The EPA seal (Pic via sentryjournal.com) The Environmental Protection Agency has come under fire for its decision to allow the state of Florida to write its own water pollution rules (known as “numeric nutrient criteria”). EPA Regional Administrator Gwendolyn Keyes Fleming is now firing back, writing that the Agency commends the state Department of Environmental Protection for its draft of a proposed standard. A host of environmental groups filed suit in 2008, seeking to compel the EPA to implement a strict set of water pollution standards in Florida, arguing that the state was in violation of the Clean Water Act.

Jul 31, 20202.8K Shares560.9K Views
The Environmental Protection Agency has come under fire for its decision to allow the state of Florida to write its own water pollution rules (known as “numeric nutrient criteria”). EPA Regional Administrator Gwendolyn Keyes Fleming is now firing back, writing that the Agency commends the state Department of Environmental Protection for its draft of a proposed standard.
The EPA seal (Pic via sentryjournal.com)
A host of environmental groups filed suit in 2008, seeking to compel the EPA to implement a strict set of water pollution standards in Florida, arguing that the state was in violation of the Clean Water Act.
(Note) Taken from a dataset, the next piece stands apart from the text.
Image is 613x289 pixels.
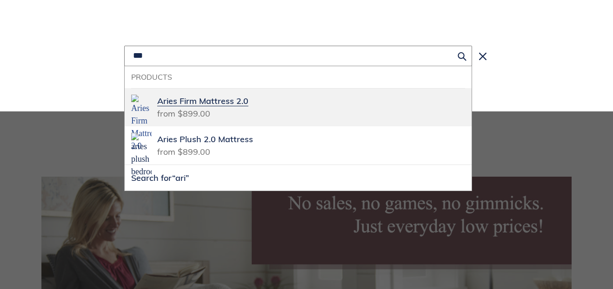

In 2009, following what many have deemed years of stalling on the part of the state department, the EPA agreed to implement its criteria.
Industry leaders and lawmakers have blasted the EPA’s mandate, arguing that the state of Florida should implement its own standards, without federal intervention. The state did have its chance, however: As early as 1998, the EPA told the state to develop its own standards.
Fast-forward to 2011, and the state is finally developing its own criteria — with the approval of the EPA.
A recent St. Petersburg Timeseditorialaccused the EPA of rewarding Florida “for dragging its feet on cleaning up dirty waters,” a sentiment shared by environmentalists who have championed tougher water standards in the state. Not so, says the EPA’s Keyes Fleming, in a responseto the editorial published today.
“The Clean Water Act envisions — and the EPA agrees — that states should have the primary role in establishing and implementing water quality standards for their waters, allowing them to innovate and respond to local water quality needs,” she writes. “These standards must meet the requirements of the act, but they need not be identical to standards the EPA would adopt on its own. The FDEP’s proposed standards, in our judgment, meet this test.”
According to Keyes Fleming, the Florida standards don’t mirror every aspect of the federal standards, but they come awfully close.
“The FDEP’s proposed criteria for estuaries are based on methodologies similar to what the EPA has been using in developing its own criteria,” she writes. “The FDEP’s numeric criteria for streams are very close to the EPA’s criteria but will be applied in combination with biological information. Although the EPA did not adopt this approach, we believe it is reasonable to factor in site-specific information.”
Florida currently relies on a narrative water quality standard, the wording of which(.pdf) has been criticized as too vague to be effective. The rule reads: ”In no case shall nutrient concentrations of a body of water be altered so as to cause an imbalance in natural populations of aquatic flora or fauna.”
Stricter criteria would specifically govern the amounts of phosphorus and nitrogen present in state waterways, and should lessen the amount of fish kills and large-scale algal blooms across Florida.